Actually, he'll run against Bush no matter who the Republicans nominate in Tampa. That's according to "Beltway" Bob Gibbs, anyway who touched on the subject at Monday's Obama worship service for the White House press corpse (typo intentional):
Both the congressional campaign this year and the 2012 presidential race will feature talk "about the direction that this country is going to go," Gibbs said.Letr us get this straight. Whenever high unemployment, the mountain of U.S. debt, the collapse of the housing market, dwindling factory orders, the Gulf Oil Disaster, Democrats stuck on spending, a federal government completely out of touch with its citizens and in the fast lane to socialism, Obama's argument is going to be that it's all Bush's fault?
"You're going to get an opportunity to think about whether we're going to go back to what we came from or that we're going to go forward," Gibbs said. "And that's a debate I think the President and many here are anxious to have."

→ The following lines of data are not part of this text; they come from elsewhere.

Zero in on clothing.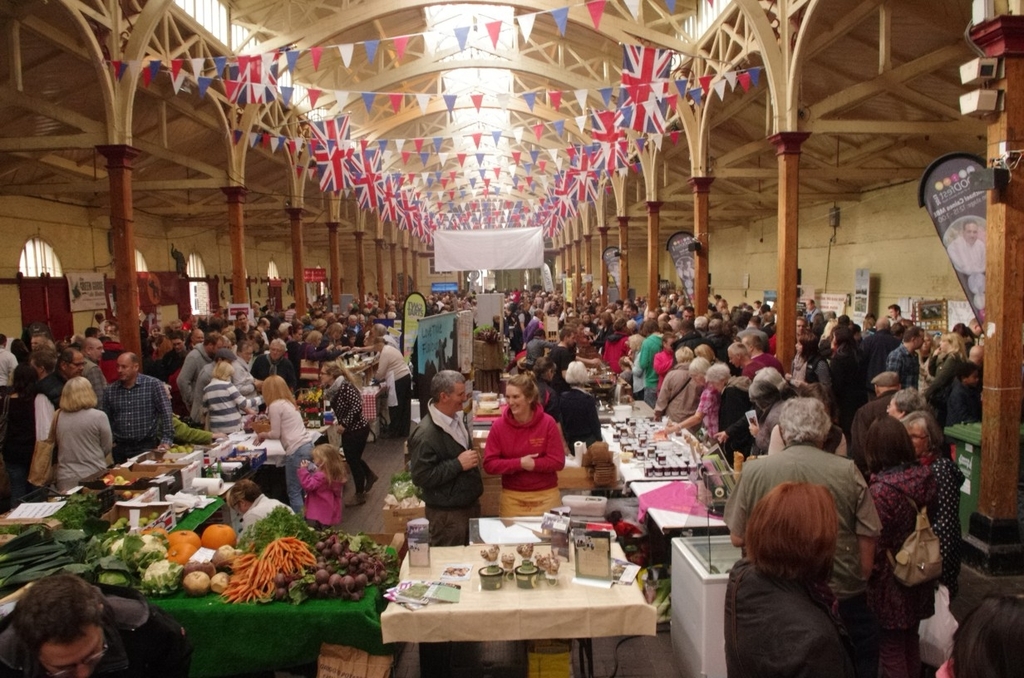
Zeroed in: l=726, t=558, r=846, b=677.
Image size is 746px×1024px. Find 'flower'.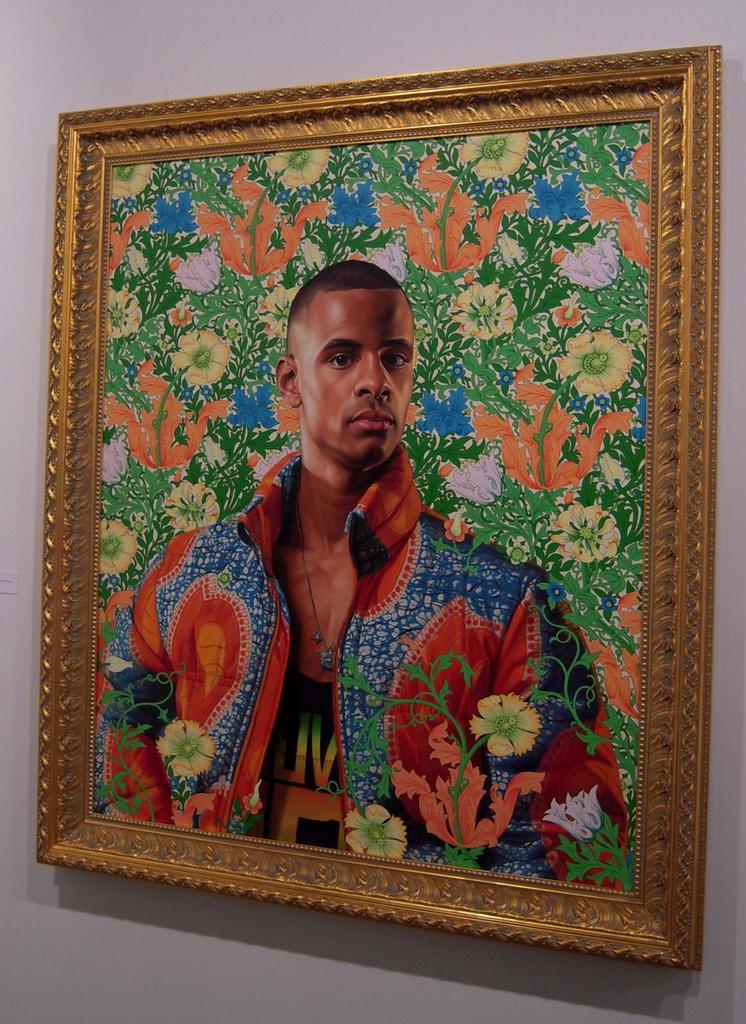
158 477 229 531.
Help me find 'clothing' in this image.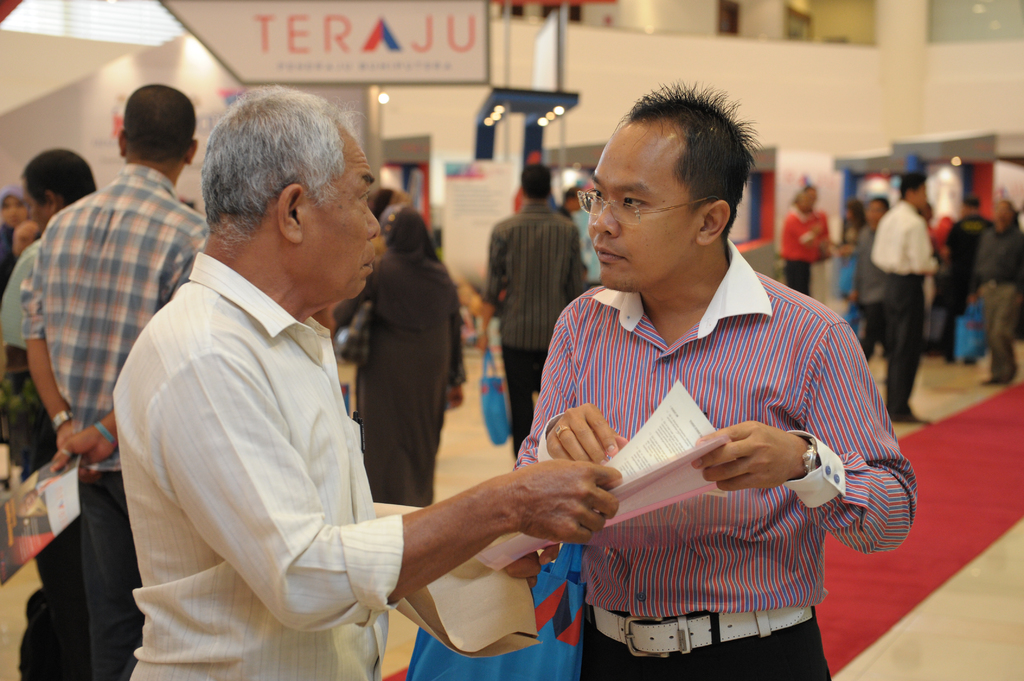
Found it: box(110, 246, 405, 680).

Gibbs spoke after declining to comment specifically on Palin's new "Mama Grizzlies" ad, which, along with the $1 million-plus raised by her political action committee, has rekindled talked of a Palin-for-President campaign.
Palin and other Republican possibilities -- including Mitt Romney, Tim Pawlenty, and Mike Huckabee -- are busy stumping for their party's candidates in the fall congressional and gubernatorial campaigns. So is Obama, who is lining up a string of appearances leading into the Nov. 2 election.
Somehow we don't think the voters will go for it. They've still got buyers' remorse over the 2006 and 2008 elections. Hopefully, the Dems will stick with the strategy until at least November 2, 2012 even after it fails in this year's midterms. Learning from history isn't the left's strong suit.